Eye For Film >> Movies >> Transformers (2007) Film Review
Transformers
Reviewed by: Max Crawford
Fire and brimstone coming down from the skies. Rivers and seas boiling. Forty years of darkness. Earthquakes, volcanoes. The dead rising from the grave. Human sacrifice, dogs and cats living together. Michael Bay making an excellent movie. Are these the end times?
This is way, way better than Armageddon. It's childish, nonsensical, and brainless. It's also nothing short of awesome.
No one really expected the story to be anything other than a flimsy pretext to show giant robots knocking lumps out of each other, and that's exactly what we get. A mysterious, powerful cube called the AllSpark - which fans of the series may remember as Vector Sigma, and which shall henceforth be referred to as the Plot Device - has fallen to Earth. This device was lost during a war between two factions of sentient robots, and now its location has been discovered they're quite keen to retrieve it.
The good guys - the Autobots - care about fragile, primitive earthlings and wish to spare them from harm. They're a lot more circumspect than the bad guys - the Decepticons - who, in the first of the movie's phenomenal action set-pieces, cheerfully tear apart a military base in order to steal their Internets. So the first half of the film becomes a quest for the Plot Device, while the second is a battle for possession of it.
That's it. There are a couple of embarrassingly stupid tangents related to the Internets being stolen, and a host of completely unnecessary human characters, but all inanity is forgiven from the first moment a helicopter transforms into an awesome death machine and starts kicking in tanks. For the first half hour or so the film appears to be in danger of becoming Herbie Goes Bananas, but let me assure you that not only does this not happen, there is an amazing bit where a jet fighter transforms into a robot in mid-air and punches a hole through another jet fighter.
The real stars of the show here are, of course, Industrial Light and Magic. Their efforts in bringing the Transformers to life are absolutely awe-inspiring. This may be CGI's finest hour. Optimus Prime is more believable than John Turturro, with a greater sense of presence. Speaking of Prime, he's hands-down one of the best things about the movie. Hiring Peter Cullen - the original voice of Prime - to reprise his role was an excellent decision, as he really makes the most of Prime's limited screentime. Much of the back-and-forth between Prime and Megatron is borrowed from the cartoon, and there are a few other fan-pleasing touches which are nicely handled.

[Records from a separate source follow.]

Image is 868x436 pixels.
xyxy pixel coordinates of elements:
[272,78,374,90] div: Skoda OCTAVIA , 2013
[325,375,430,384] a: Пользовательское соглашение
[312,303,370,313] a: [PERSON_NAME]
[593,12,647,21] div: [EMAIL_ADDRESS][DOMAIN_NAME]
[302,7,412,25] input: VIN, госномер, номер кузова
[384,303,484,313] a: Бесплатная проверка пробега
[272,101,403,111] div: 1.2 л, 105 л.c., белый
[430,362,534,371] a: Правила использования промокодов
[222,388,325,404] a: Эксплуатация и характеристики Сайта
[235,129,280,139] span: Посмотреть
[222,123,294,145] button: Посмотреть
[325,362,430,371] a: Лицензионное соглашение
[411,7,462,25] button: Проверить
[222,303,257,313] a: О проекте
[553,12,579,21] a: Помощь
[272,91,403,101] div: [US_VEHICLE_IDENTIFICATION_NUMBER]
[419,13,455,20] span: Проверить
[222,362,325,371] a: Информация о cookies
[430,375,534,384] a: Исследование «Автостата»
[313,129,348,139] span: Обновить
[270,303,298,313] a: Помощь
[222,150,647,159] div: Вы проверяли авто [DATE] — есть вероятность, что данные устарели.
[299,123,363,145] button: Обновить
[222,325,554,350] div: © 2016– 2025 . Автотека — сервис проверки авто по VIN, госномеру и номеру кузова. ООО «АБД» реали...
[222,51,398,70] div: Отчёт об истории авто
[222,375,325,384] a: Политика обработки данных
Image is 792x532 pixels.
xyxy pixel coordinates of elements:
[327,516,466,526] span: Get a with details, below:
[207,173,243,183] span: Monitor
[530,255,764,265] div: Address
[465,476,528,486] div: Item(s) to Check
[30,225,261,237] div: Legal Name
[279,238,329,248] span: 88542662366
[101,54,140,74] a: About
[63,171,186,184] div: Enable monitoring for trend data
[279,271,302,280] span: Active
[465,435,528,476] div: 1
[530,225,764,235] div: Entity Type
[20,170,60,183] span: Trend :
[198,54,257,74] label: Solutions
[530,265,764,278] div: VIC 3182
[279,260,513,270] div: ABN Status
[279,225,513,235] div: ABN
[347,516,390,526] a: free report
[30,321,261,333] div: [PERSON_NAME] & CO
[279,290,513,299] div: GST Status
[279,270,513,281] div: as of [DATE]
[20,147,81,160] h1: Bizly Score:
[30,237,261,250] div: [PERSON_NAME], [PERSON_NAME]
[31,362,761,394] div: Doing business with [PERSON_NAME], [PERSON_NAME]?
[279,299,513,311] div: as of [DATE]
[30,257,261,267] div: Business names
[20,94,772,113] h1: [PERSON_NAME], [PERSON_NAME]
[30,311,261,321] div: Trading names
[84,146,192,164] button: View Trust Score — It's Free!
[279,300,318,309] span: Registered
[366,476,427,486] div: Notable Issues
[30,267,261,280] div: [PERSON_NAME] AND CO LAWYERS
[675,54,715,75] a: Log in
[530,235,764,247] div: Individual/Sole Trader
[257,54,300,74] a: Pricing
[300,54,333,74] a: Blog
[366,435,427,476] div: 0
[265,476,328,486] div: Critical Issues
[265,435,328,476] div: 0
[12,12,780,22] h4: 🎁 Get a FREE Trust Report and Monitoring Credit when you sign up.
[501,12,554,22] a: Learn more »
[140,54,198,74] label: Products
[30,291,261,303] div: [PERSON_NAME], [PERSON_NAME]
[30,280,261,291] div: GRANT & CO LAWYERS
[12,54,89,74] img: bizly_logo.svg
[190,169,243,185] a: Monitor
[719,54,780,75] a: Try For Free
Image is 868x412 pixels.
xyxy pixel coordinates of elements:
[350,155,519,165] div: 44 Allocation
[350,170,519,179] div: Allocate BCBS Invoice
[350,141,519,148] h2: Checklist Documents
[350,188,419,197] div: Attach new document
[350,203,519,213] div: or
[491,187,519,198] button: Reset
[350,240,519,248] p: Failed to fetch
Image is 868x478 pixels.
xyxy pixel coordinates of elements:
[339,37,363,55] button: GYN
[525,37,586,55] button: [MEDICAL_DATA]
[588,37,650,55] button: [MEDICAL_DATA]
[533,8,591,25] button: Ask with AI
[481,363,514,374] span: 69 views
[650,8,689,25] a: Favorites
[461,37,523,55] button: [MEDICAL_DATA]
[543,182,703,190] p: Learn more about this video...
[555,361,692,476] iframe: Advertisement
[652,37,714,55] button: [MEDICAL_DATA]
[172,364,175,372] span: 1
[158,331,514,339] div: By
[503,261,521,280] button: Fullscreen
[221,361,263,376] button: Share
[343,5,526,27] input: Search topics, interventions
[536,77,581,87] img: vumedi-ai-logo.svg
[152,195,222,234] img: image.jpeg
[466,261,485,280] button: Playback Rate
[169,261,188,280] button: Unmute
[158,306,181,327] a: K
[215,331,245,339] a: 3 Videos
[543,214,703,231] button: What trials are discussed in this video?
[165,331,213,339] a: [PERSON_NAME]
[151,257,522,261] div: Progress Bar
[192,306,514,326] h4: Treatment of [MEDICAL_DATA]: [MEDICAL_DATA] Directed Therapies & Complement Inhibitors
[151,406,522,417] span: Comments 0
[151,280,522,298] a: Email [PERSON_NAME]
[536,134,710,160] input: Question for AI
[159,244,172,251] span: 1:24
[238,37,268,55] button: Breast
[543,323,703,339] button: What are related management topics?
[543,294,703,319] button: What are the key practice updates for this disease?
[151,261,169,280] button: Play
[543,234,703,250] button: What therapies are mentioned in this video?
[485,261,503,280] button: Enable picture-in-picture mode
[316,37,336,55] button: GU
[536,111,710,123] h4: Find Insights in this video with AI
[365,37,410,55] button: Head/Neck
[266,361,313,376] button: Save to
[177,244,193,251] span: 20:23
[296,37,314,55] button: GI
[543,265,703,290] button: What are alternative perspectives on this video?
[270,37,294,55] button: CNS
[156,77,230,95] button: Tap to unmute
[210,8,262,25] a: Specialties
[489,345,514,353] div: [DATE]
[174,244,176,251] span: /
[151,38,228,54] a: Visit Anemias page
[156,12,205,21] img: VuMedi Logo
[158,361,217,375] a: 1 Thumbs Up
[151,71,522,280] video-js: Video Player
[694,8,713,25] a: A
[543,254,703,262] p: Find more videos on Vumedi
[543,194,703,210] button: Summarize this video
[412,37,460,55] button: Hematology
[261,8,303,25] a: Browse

Ultimately, Transformers is a movie that succeeds despite its director. We could stand to lose the tiresome Bay-trademark shots of military hardware silhouetted against the rising sun. The action direction is of the shaky camera, lots of fast cuts style which makes it difficult to tell what's actually going on. Most of the characters are so poorly realised that it's hard to remember or care what's happening to them. There is schmaltz. These are considerations which niggle slightly in the back of your mind as you watch a roller-skating mechanical hell-demon rip buses in twain.
If you're anything like me you'll be suspiciously eyeing vehicles all the way home from the cinema.